At first sight, Afadul Mujtaba doesn't look like a policeman. He looks more like a rich carpet dealer. But ask the separatist leadership of Kashmir, and you will hear what this man is made of. As SSP, Srinagar, Mujtaba once stirred up a fiery debate in the Valley by citing the Hadith (passed-down accounts of the Prophet Muhammad's sayings), arguing that pelting stones was un-Islamic. Such unruly mob behaviour has always been a big headache for the police, with disgruntled youth using the slightest provocation to gather at various spots in the city and turn bricks and stones into missiles (veteran mobsters could even injure cops by hurling flat stones through the cracks of their cane shields). But after Mujtaba made his Hadith reference, the separatist leadership found itself divided. Some of them agreed with Mujtaba, while others argued that stone pelting was the only weapon of the weak. It even prompted a senior separatist leader to hold a seminar on the issue.

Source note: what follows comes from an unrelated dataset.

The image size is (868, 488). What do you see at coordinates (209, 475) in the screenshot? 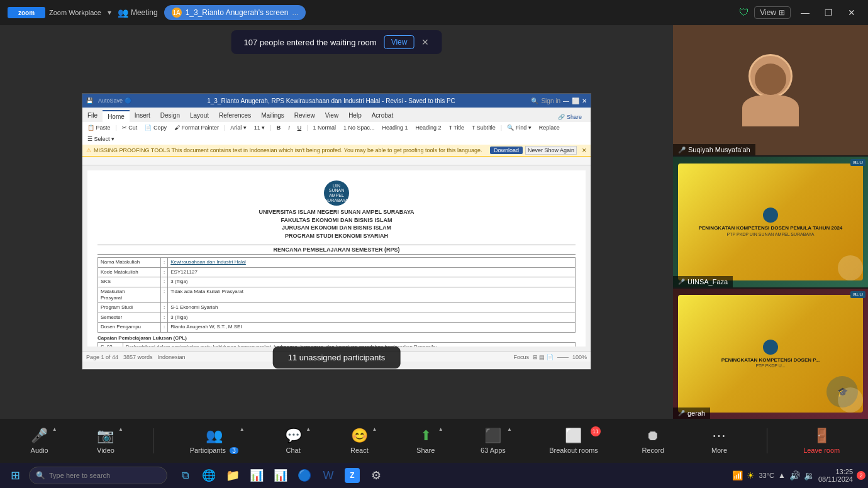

But Mujtaba didn't leave it at that. Sources talk of his novel methods to corner some of the regular stone pelters. Under one such plan, he asked some of his plainclothes men to blend in with stone pelters, but equipped with Bluetooth hands-free mobile kits. As they joined the pelting, the undercover cops led some of them towards the police cordon. Once close, the plainclothes policemen turned on the stone pelters, pushing them towards their trap lying in wait.

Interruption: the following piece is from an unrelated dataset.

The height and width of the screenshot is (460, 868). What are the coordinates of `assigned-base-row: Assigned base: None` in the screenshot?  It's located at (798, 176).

Plus, Mujtaba has also been part of some of the police's fiercest encounters with militants. His colleagues swear by his agility during such high-risk operations in the Valley. He has handled many that involved terrorists on deadly suicide missions. Mujtaba himself keeps a low profile, reluctant to discuss his feats with anyone. "I am just doing my job," he says, with a smile which disappears in a second.

AASHIQ BUKHARI

Assistant Inspector General

Budgam district is the first militant-free district of Kashmir. There was a time when there were more than 200 'most wanted' militants operating in this area. Most of them were done for once Aashiq Bukhari took over the reins of the police in the district. Once posted, he lost no time in leading extensive operations against militancy, and with undaunted energy.

In one such operation, the police managed to catch a bus-load of arms coming from the bordering town of Kupwara. In another search operation, they discovered three truckloads of liquid explosives hidden in a bunker (its hatch hidden under a commode) in the Chanapora locality. "We got that damn house blasted," says Bukhari.

He has been instrumental in the killing of about 300 militants. Some top militants were even given instructions to bump off the brave police officer. One of them was a dreaded Pakistani militant married to a local woman, Ali, who was later killed by Bukhari's men.

None of the assassins could get him. "The Army is for the borders," he says, "It is only the local police which can deal with militancy." He is also against what he calls the "sarkari goondaism" (official hooliganism) of the Army. "The soldiers in the Army convoys carry these long bamboo poles and threaten people moving around. This alienates people further and creates hatred for the man in uniform," says Bukhari, shaking his head. "But, of course, the militant always fires the first shot." He fires right back.